I do not see why this should be a postulate of evolution. There are numerous
compunds which could be constituents of new life could which could be toxic
to many, most, or all forms of already existing life depending on the timeline.

Prior to the discovery of innoculation who imperiled smallpox microbes?

The first life necessarily did not need to feed on any other life. I do not
believe evolution has anything to say about when certain forms began to
feed on other forms. Could have been one generation, could have been
untold millions. Unless that is pinned down then the door is open for new
life to exist completely unthreatened by earlier life for a potentially very long time

Let’s get away from bunnies, and look at microbes, since newly evoled life would
be almost certainly miscroscopic.

I know little about the range of lifestyles adopted by microbes. You?

Are all microbes potential meals for at least one other microbe? Or do only some,
or very few microbes face predatory threat?

Also, microbes, being so simple, have great potential for rapid mutation and adaption.

Such considerations seem to me to offer grounds for arguing that new life would
not necessarily face significant existential threat, and I am not convinced a strong
case has been made for the inverse. This is especially true for the early era of
life on Earth, say “only” the first few 10s of millions of years, when the number of
competitors would have been much less.

This is interesting, but let’s stick with microbes as far as new life goes;
I would like to know more about the range range of vulnerabilites and defences
so far observed in them.

I guess it depends on how longwinded and tenuous a process is abiogenesis when it’s happening - if it’s slow and fragile, then it stands a poor chance of happening without being consumed, contaminated, trampled or disturbed by the busy and ubiquitous processes of existing life.

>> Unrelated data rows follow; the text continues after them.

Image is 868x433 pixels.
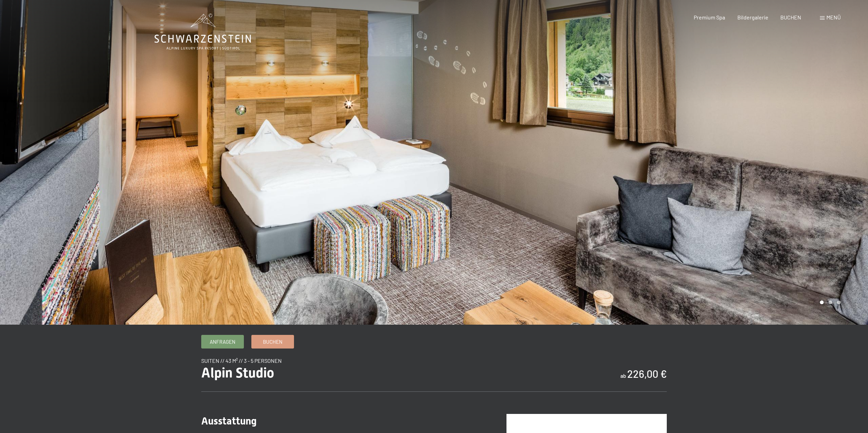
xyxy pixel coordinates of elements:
span: Anfragen [210,338,235,345]
b: 226,00 € [627,368,666,380]
span: ab [620,372,626,379]
span: Ausstattung [201,415,257,427]
a: Anfragen [202,336,243,348]
a: Premium Spa [693,14,725,21]
span: Suiten // 43 m² // 3 - 5 Personen [201,357,282,364]
span: Menü [826,14,840,21]
span: Alpin Studio [201,365,274,381]
span: Buchen [263,338,282,345]
a: Buchen [252,336,293,348]
a: BUCHEN [780,14,801,21]
a: Bildergalerie [737,14,768,21]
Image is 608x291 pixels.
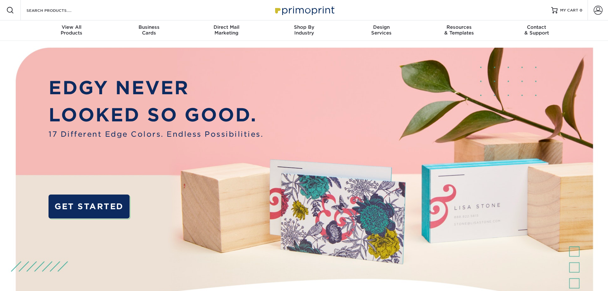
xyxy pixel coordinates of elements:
div: Products [33,24,111,36]
div: Services [343,24,421,36]
span: Shop By [265,24,343,30]
span: Design [343,24,421,30]
span: Business [110,24,188,30]
a: Shop ByIndustry [265,20,343,41]
a: View AllProducts [33,20,111,41]
span: Contact [498,24,576,30]
div: Cards [110,24,188,36]
span: Direct Mail [188,24,265,30]
span: Resources [421,24,498,30]
span: 0 [580,8,583,12]
a: GET STARTED [49,195,129,218]
div: & Templates [421,24,498,36]
div: & Support [498,24,576,36]
div: Marketing [188,24,265,36]
img: Primoprint [272,3,336,17]
a: Contact& Support [498,20,576,41]
p: EDGY NEVER [49,74,264,102]
div: Industry [265,24,343,36]
a: Resources& Templates [421,20,498,41]
p: LOOKED SO GOOD. [49,101,264,129]
span: MY CART [561,8,579,13]
a: Direct MailMarketing [188,20,265,41]
input: SEARCH PRODUCTS..... [26,6,88,14]
span: 17 Different Edge Colors. Endless Possibilities. [49,129,264,140]
a: DesignServices [343,20,421,41]
span: View All [33,24,111,30]
a: BusinessCards [110,20,188,41]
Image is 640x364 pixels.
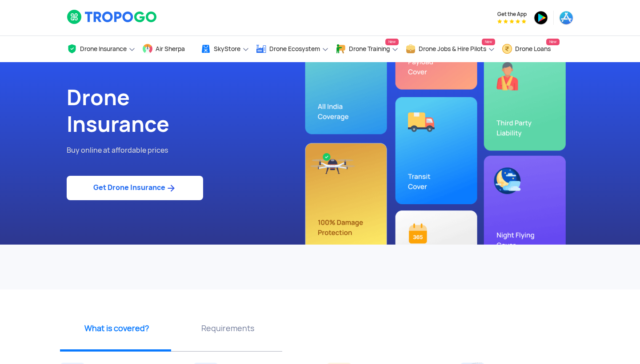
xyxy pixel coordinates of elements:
span: SkyStore [214,45,241,52]
a: Drone Ecosystem [256,36,329,62]
span: Drone Ecosystem [269,45,320,52]
span: Air Sherpa [156,45,185,52]
a: SkyStore [200,36,249,62]
a: Air Sherpa [142,36,194,62]
span: Drone Loans [515,45,551,52]
span: Drone Jobs & Hire Pilots [418,45,486,52]
p: Buy online at affordable prices [67,145,313,156]
span: Drone Insurance [80,45,127,52]
span: New [482,39,495,45]
a: Get Drone Insurance [67,176,203,200]
img: App Raking [497,19,526,23]
a: Drone LoansNew [502,36,559,62]
span: New [546,39,559,45]
p: What is covered? [65,323,169,334]
a: Drone Insurance [67,36,136,62]
span: Get the App [497,11,526,18]
a: Drone Jobs & Hire PilotsNew [405,36,495,62]
img: ic_playstore.png [534,11,548,25]
a: Drone TrainingNew [335,36,398,62]
h1: Drone Insurance [67,84,313,137]
img: ic_appstore.png [559,11,573,25]
p: Requirements [175,323,280,334]
span: New [385,39,398,45]
span: Drone Training [349,45,390,52]
img: ic_arrow_forward_blue.svg [165,183,176,194]
img: logoHeader.svg [67,9,158,24]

But, see, that’s part of the point everyone is making. If a brand-new microbe emerged, it would not be emerging into a world consisting of nothing but microbes, but rather into a world already populated at every size scale with hungry critters looking for lunch.

What don’t the bacteria consume, anything? Whatever they leave over might
be where to look for potential new life. Also, may the contents of your petrie
dish include a large measure of cyanide? Cyanide occurs naturally in many living
things as common as apple seeds. Some lucky new life form might possess a
predator-discouraging amount of cyanide in it system. And cyanide is not the
only toxin imaginable.

It occurs to me to mention at this point that it is by no means established that
all life must be carbon-based, despite carbon’s unique advantages.

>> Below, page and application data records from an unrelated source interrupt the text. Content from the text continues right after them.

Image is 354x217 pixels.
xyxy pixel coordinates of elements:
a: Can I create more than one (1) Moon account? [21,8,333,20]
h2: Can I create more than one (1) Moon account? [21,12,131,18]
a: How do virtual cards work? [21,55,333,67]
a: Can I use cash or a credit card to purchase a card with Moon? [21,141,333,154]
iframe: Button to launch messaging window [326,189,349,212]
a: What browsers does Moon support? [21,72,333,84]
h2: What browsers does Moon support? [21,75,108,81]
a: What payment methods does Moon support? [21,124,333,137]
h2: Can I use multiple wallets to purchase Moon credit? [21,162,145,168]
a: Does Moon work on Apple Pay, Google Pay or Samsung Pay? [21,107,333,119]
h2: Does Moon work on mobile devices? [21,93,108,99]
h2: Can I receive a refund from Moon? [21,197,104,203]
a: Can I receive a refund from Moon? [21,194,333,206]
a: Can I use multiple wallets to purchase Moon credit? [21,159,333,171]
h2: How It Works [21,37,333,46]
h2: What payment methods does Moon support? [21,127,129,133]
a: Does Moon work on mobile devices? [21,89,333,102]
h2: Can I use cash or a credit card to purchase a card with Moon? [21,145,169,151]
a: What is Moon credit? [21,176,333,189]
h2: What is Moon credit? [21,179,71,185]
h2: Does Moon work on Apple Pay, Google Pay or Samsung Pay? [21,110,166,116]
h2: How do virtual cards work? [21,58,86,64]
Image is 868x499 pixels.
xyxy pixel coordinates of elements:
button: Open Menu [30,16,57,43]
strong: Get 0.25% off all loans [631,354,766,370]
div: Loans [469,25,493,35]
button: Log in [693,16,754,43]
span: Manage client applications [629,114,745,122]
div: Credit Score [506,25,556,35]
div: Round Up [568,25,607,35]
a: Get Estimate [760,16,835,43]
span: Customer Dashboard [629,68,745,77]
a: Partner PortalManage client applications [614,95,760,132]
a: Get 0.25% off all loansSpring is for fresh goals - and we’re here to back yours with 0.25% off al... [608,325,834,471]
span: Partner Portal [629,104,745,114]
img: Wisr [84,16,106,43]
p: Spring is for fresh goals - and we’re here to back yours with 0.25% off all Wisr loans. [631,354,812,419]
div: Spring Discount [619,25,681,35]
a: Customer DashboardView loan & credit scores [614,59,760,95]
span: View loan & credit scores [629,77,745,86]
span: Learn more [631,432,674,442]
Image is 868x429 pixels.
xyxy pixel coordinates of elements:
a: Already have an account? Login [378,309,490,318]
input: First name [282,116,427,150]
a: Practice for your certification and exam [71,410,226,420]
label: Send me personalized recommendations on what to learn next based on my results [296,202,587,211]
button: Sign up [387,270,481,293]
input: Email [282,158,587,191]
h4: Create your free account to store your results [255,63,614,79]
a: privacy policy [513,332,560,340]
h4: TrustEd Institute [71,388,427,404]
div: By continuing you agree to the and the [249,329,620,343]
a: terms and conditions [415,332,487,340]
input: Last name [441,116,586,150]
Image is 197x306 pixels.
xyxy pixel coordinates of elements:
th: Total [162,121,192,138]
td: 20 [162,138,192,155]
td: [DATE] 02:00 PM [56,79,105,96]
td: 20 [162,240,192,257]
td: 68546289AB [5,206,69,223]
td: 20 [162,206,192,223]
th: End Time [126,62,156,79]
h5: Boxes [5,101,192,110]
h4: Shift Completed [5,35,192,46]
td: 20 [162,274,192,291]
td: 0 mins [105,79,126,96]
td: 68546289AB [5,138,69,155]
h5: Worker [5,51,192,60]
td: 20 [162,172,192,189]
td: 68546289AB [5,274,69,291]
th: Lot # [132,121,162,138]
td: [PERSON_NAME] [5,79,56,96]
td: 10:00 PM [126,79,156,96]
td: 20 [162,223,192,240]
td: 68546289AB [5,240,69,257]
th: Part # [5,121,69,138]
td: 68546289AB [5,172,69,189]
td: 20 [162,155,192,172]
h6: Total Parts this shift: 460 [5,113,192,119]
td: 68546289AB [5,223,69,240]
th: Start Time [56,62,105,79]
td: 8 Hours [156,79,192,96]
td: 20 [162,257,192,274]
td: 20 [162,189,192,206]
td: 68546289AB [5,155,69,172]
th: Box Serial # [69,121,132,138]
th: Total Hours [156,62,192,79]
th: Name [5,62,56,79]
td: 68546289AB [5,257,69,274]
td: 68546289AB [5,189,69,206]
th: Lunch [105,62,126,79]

It is reasonable to limit the case to microbe vs microbe.

Again, yes, this is possible, by pure chance, but it is not at all likely. What is certain is that new life, newly arisen by abiogenesis, could not have evolved any defenses (or other competitive strategies), because when it is brand new it has not had any chance to evolve yet. It is unlikely ever to get that chance.

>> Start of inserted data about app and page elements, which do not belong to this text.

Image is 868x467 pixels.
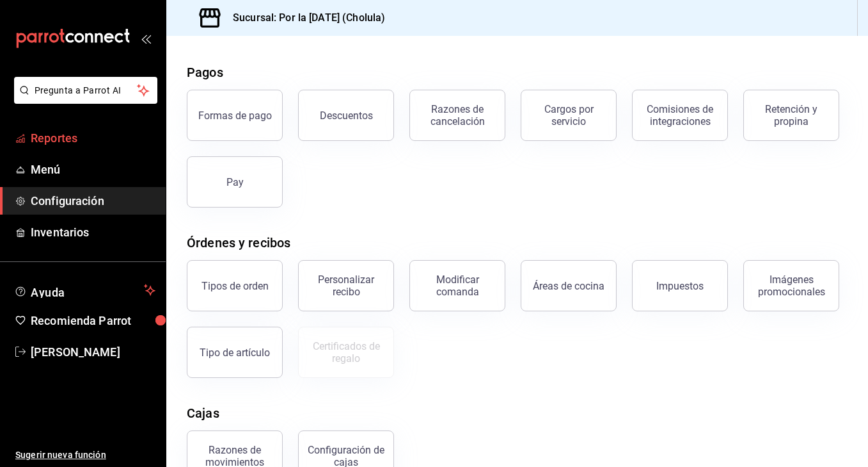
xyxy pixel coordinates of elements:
[529,103,608,127] div: Cargos por servicio
[520,260,617,311] button: Áreas de cocina
[187,63,223,82] div: Pagos
[31,312,155,329] span: Recomienda Parrot
[15,448,155,461] span: Sugerir nueva función
[656,280,703,292] div: Impuestos
[418,103,497,127] div: Razones de cancelación
[9,93,157,106] a: Pregunta a Parrot AI
[31,343,155,360] span: [PERSON_NAME]
[14,77,157,104] button: Pregunta a Parrot AI
[418,274,497,298] div: Modificar comanda
[298,90,394,141] button: Descuentos
[31,282,139,298] span: Ayuda
[31,160,155,178] span: Menú
[187,327,283,377] button: Tipo de artículo
[187,156,283,208] button: Pay
[743,260,839,311] button: Imágenes promocionales
[187,233,291,252] div: Órdenes y recibos
[31,130,155,147] span: Reportes
[187,90,283,141] button: Formas de pago
[31,223,155,241] span: Inventarios
[298,260,394,311] button: Personalizar recibo
[632,260,728,311] button: Impuestos
[198,110,272,122] div: Formas de pago
[141,33,151,44] button: open_drawer_menu
[743,90,839,141] button: Retención y propina
[226,176,244,188] div: Pay
[632,90,728,141] button: Comisiones de integraciones
[306,274,386,298] div: Personalizar recibo
[187,403,220,423] div: Cajas
[409,90,505,141] button: Razones de cancelación
[306,340,386,365] div: Certificados de regalo
[640,103,719,127] div: Comisiones de integraciones
[751,274,831,298] div: Imágenes promocionales
[751,103,831,127] div: Retención y propina
[200,346,270,358] div: Tipo de artículo
[187,260,283,311] button: Tipos de orden
[298,327,394,377] button: Certificados de regalo
[532,280,605,292] div: Áreas de cocina
[31,192,155,209] span: Configuración
[34,84,137,97] span: Pregunta a Parrot AI
[202,280,268,292] div: Tipos de orden
[520,90,617,141] button: Cargos por servicio
[409,260,505,311] button: Modificar comanda
[320,110,373,122] div: Descuentos
[223,10,385,26] h3: Sucursal: Por la [DATE] (Cholula)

Lots of things, including (but not limited to) the immune systems of humans (and any other animals it might try to infect). Inoculation does not create immunity out of nowhere, you know, I just gives a heads-up to the already existing immune system.

Anyway, smallpox is not a good analogy to the earliest life. It is a virus, and viruses, by their nature, cannot reproduce without having more complex organisms to infect. The first living things were not viruses. Whatever the first living things were like, we can be confident that things like them would not be able to survive (more than very briefly) on Earth today.

Feeding is not the only issue. Competition for resources is the key issue, and that, before the advent of photosynthesis (which is complex and necessarily takes along long time to evolve) mainly meant competition for energy rich chemical compounds. Established, evolved life would have a big head start on gobbling up any of them before any crude, fragile, newly abiotically synthesized life forms could get them.